Most being the operating word here. Economy class tickets still make a profit if the airline wants it, just see the vast majority of regional flights which have zero business class seats. Southwest for instance has single-class layouts.

Some airlines "take" the marginal economy seat loss on larger planes because those are the ones they can fill with business class seats and make an even larger profit.

Even then it's a complex math on whether economy is hurting those flights' profit margins since those people buy things in-flight such as Wi-Fi and extra bags. Base fare is not the only way airlines make money.

AlexandrB|1 month ago

Yup, it's a bad pitch. Let's say the economy airplane without the business seats can now accommodate 400 economy seats. You now need two air crews and twice as much maintenance (or more) to transport 480 people (~60% increase) with a smaller percentage of those passengers being business class fares.

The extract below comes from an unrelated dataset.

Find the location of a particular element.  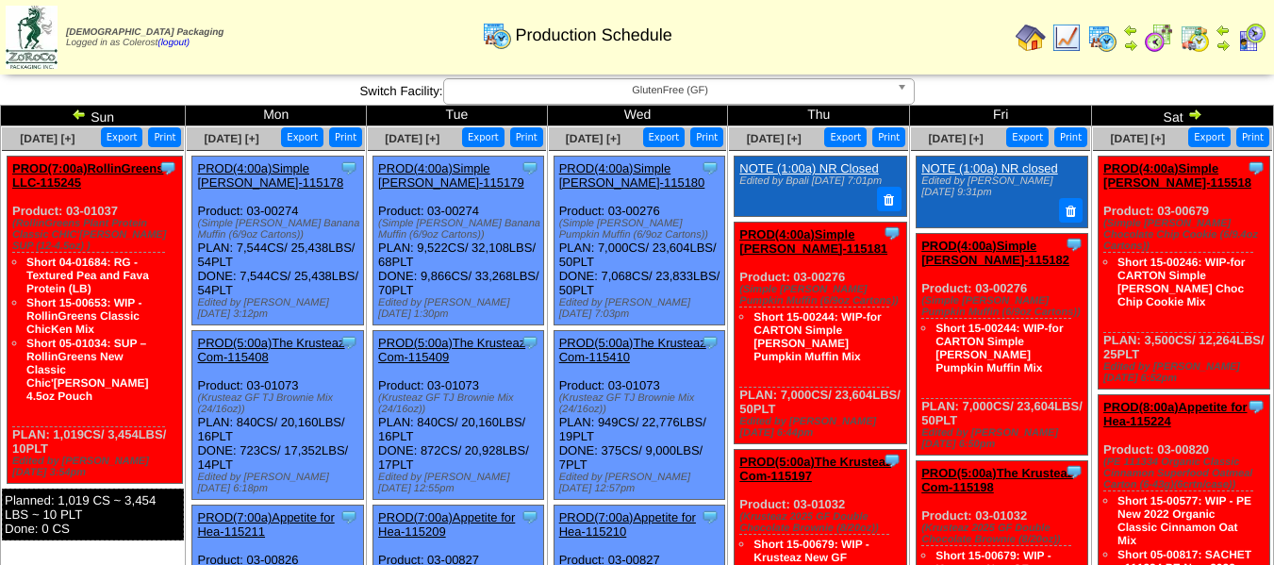

div: Product: 03-01073 PLAN: 840CS / 20,160LBS / 16PLT DONE: 723CS / 17,352LBS / 14PLT is located at coordinates (277, 415).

What really kills this though is the value proposition for the business class passengers. I think I'd rather pay extra to sit in a comfortable seat for 16 hours, where wifi is now a standard feature, than cram into a smaller (likely noisier) seat for 8 hours. The cases where that 8 hours matters - especially when you can work from the seat if you have to - are fleetingly few. In the 70s, you couldn't do much in an airplane seat so it was wasted time. This is no longer the case and is steadily getting better.

fragmede|1 month ago

Depends on how well the wifi actually works. I flew Lufthansa from Europe to the US and paid for wifi that didn't actually work of most of the flight. If I could have just gotten there quicker, I would have paid for that instead.

mrec|1 month ago

> a smaller (likely noisier) seat

Reminds me of that description of the Tu-144 as "so loud you couldn't hear the person next to you screaming".

fragmede|1 month ago

Standing room only flights.

rzzzt|1 month ago

Which one, the "strapped to an upright stretcher" variant, or just hold on to a handle or a metal pole like in a bus?